In the meantime there are more and more dopplegängers, which is seriously getting old, Klaus should forget about his army and kill them all so they could this over with. The Elena girl is infuriating and Stefan's gone mushy for her, which Rebekah disapproves of. Klaus laughs at her, mocks her. She knows what it means: he gets to keep her. Before, she would've have thought, I don't want to leave but now she's not so sure.
*
"I don't know why you like this place so much," Klaus tells her once as they walk in the corridors of Mystic Falls High, leaving a trail of gasoline in their wake. He brushes a finger against a doorjamb, grimaces. "It's so... crummy."

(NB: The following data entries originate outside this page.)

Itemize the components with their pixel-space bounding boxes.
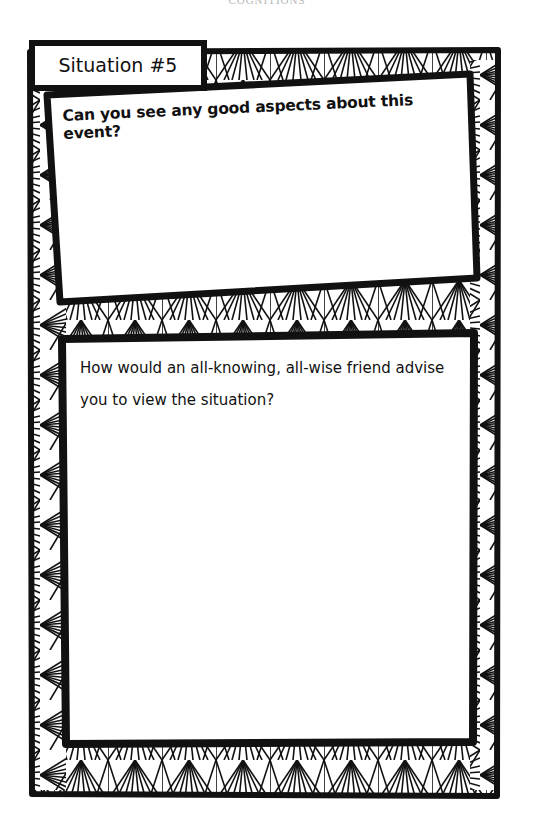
wise-friend-prompt: How would an all-knowing, all-wise frien… — [80, 352, 470, 416]
good-aspects-box: Can you see any good aspects about this … — [47, 67, 477, 308]
good-aspects-answer-field[interactable] — [64, 119, 465, 301]
wise-friend-box: How would an all-knowing, all-wise frien… — [66, 340, 470, 740]
wise-friend-answer-field[interactable] — [80, 428, 464, 732]
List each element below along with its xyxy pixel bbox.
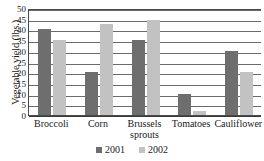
y-axis-tick-label: 25 — [12, 58, 26, 67]
bar — [240, 72, 253, 115]
plot-area — [28, 9, 261, 116]
x-axis-category-label: Broccoli — [28, 118, 75, 129]
bar — [178, 94, 191, 115]
gridline — [29, 116, 261, 117]
bar-group — [38, 10, 66, 115]
y-axis-tick-label: 10 — [12, 90, 26, 99]
x-axis-category-label: Brussels sprouts — [121, 118, 168, 140]
y-axis-tick-label: 40 — [12, 26, 26, 35]
legend-label: 2002 — [148, 145, 168, 155]
bar — [193, 111, 206, 115]
bar-group — [178, 10, 206, 115]
bars-layer — [29, 10, 261, 115]
y-axis-tick-labels: 05101520253035404550 — [12, 9, 26, 116]
legend-entry: 2001 — [96, 145, 125, 155]
bar-chart-figure: Vegetable yield (lbs.) 05101520253035404… — [0, 0, 264, 161]
bar-group — [225, 10, 253, 115]
legend-label: 2001 — [105, 145, 125, 155]
y-axis-tick-label: 50 — [12, 5, 26, 14]
bar — [100, 24, 113, 115]
x-axis-category-labels: BroccoliCornBrussels sproutsTomatoesCaul… — [28, 118, 261, 144]
bar — [85, 72, 98, 115]
bar — [53, 40, 66, 115]
y-axis-tick-label: 30 — [12, 47, 26, 56]
legend-entry: 2002 — [139, 145, 168, 155]
y-axis-tick-label: 15 — [12, 79, 26, 88]
bar-group — [132, 10, 160, 115]
bar — [225, 51, 238, 115]
bar — [132, 40, 145, 115]
x-axis-category-label: Cauliflower — [214, 118, 261, 129]
chart-legend: 20012002 — [0, 145, 264, 155]
y-axis-tick-label: 5 — [12, 101, 26, 110]
y-axis-tick-label: 35 — [12, 37, 26, 46]
bar — [38, 29, 51, 115]
y-axis-tick-label: 20 — [12, 69, 26, 78]
y-axis-tick-label: 45 — [12, 15, 26, 24]
bar — [147, 20, 160, 115]
legend-swatch-icon — [96, 147, 102, 153]
y-axis-tick-label: 0 — [12, 112, 26, 121]
bar-group — [85, 10, 113, 115]
legend-swatch-icon — [139, 147, 145, 153]
x-axis-category-label: Tomatoes — [168, 118, 215, 129]
x-axis-category-label: Corn — [75, 118, 122, 129]
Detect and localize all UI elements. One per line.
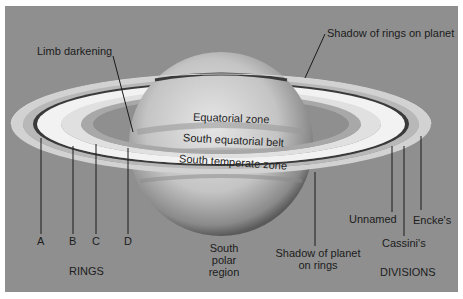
shadow-planet-line1: Shadow of planet — [273, 247, 363, 259]
shadow-planet-line2: on rings — [273, 259, 363, 271]
label-ring-a: A — [37, 235, 44, 247]
label-rings-heading: RINGS — [69, 265, 104, 277]
label-south-polar-region: South polar region — [201, 242, 247, 278]
south-polar-line1: South — [201, 242, 247, 254]
saturn-diagram-panel: Limb darkening Shadow of rings on planet… — [5, 6, 458, 292]
south-polar-line3: region — [201, 266, 247, 278]
label-shadow-rings-on-planet: Shadow of rings on planet — [327, 27, 454, 39]
label-divisions-heading: DIVISIONS — [380, 266, 436, 278]
label-unnamed-division: Unnamed — [349, 213, 397, 225]
label-cassini-division: Cassini's — [382, 237, 426, 249]
label-limb-darkening: Limb darkening — [37, 45, 112, 57]
label-encke-division: Encke's — [413, 214, 451, 226]
label-ring-c: C — [92, 235, 100, 247]
label-ring-d: D — [124, 235, 132, 247]
label-shadow-planet-on-rings: Shadow of planet on rings — [273, 247, 363, 271]
label-ring-b: B — [69, 235, 76, 247]
south-polar-line2: polar — [201, 254, 247, 266]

Rebekah shrugs. She thinks about high school dances, puppy love, the smell of uncapped highlighters, the sunlight soaking your pores while you lounge in the yard. "You wouldn't understand."
In any other circumstance, Klaus would argue that yes, he can - he can do everything -, but fire makes him skittish and distracted. He licks his lips, his eyes full of unlit flames. Oh, but he's beautiful. He's so beautiful. If he wasn't, Rebekah would be either long gone or dead.
They walk outside with linked hands, she doesn't resist, she doesn't yield -- just like he likes it she raises an unimpressed eyebrow and watches him drop the match. But she can't hold back the breathy gasp as the fire swallows the school. The horizon becomes ablaze, the wind is ripe with the scent of charred flesh. The night, around them, shakes with silent laughter.
"Oh," Klaus says, absent wonder. He's only ever awed by himself, but his hand creeps to the back of her neck, fingers closing over the undead flesh, spelling, sister.